Leaving out the pictures, print exactly the lines from the one holding "This screenshot has" to the last line of the entries below, both included, and nothing more.
Data for review: Begin
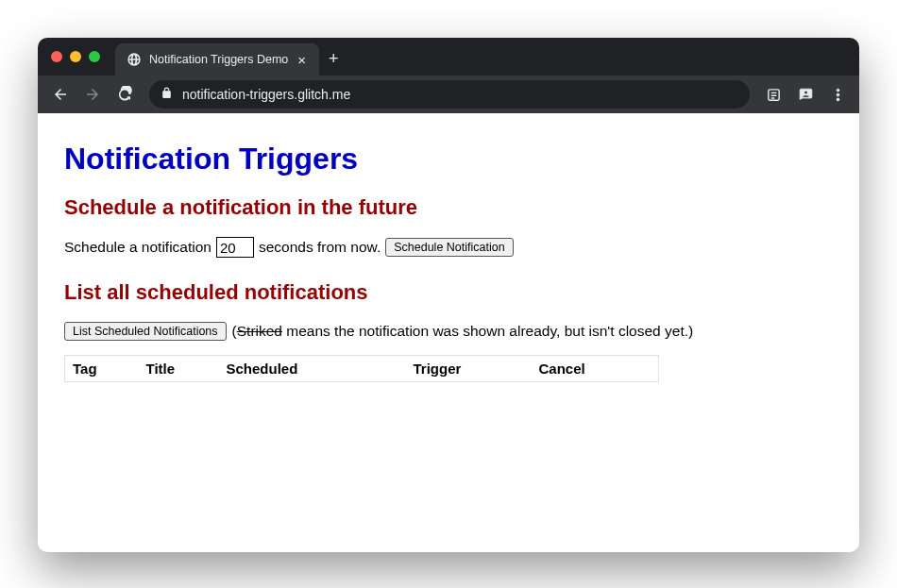 The height and width of the screenshot is (588, 897). I want to click on new-tab-button: +, so click(334, 59).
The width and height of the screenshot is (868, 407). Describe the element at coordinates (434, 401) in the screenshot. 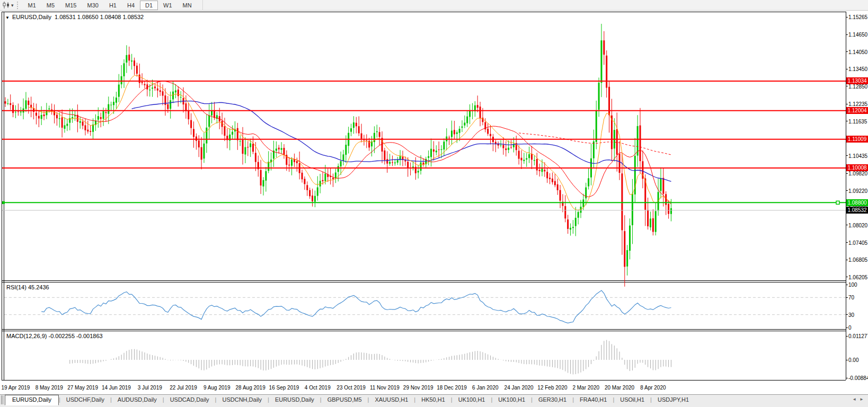

I see `chart-tab-bar: EURUSD,Daily|USDCHF,Daily|AUDUSD,Daily|U…` at that location.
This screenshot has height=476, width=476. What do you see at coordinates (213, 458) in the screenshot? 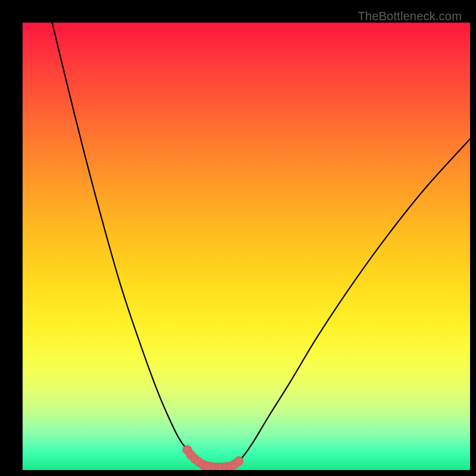
I see `marker-group` at bounding box center [213, 458].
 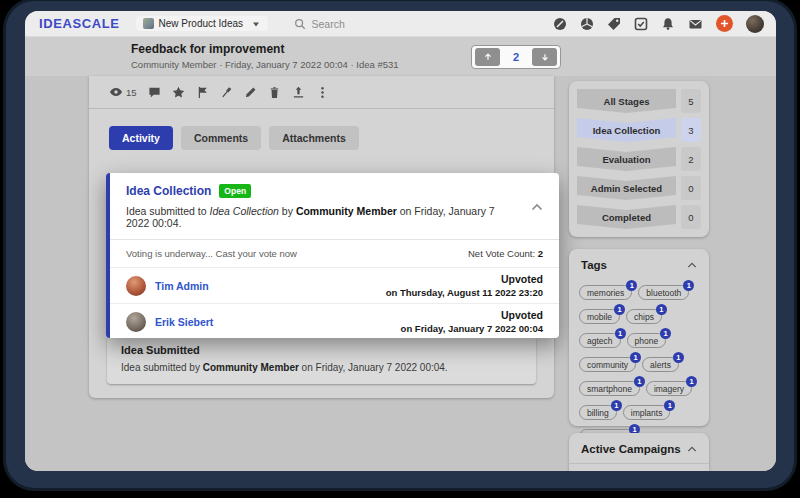 What do you see at coordinates (322, 92) in the screenshot?
I see `more-options-icon` at bounding box center [322, 92].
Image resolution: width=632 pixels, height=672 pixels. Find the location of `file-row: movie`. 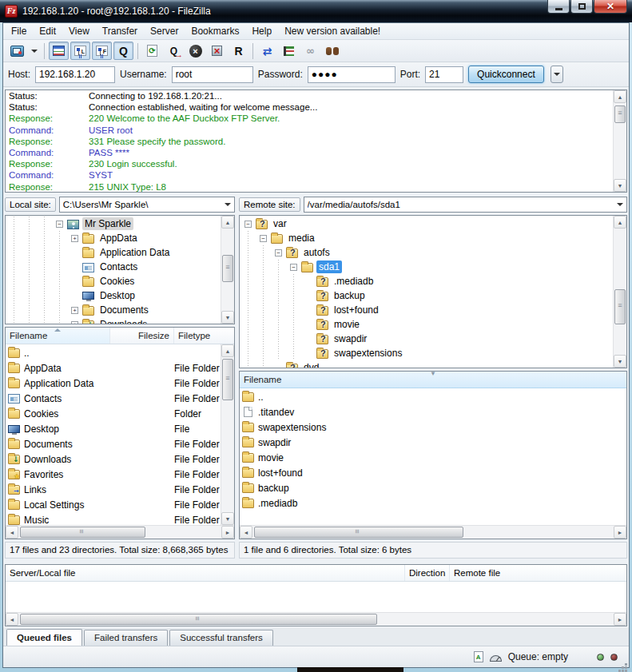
Data for review: End
Task output ▸
This screenshot has height=476, width=476. What do you see at coordinates (213, 458) in the screenshot? 
I see `marker-group` at bounding box center [213, 458].
  What do you see at coordinates (322, 92) in the screenshot?
I see `more-options-icon` at bounding box center [322, 92].
Image resolution: width=632 pixels, height=672 pixels. Find the location of `file-row: movie`. 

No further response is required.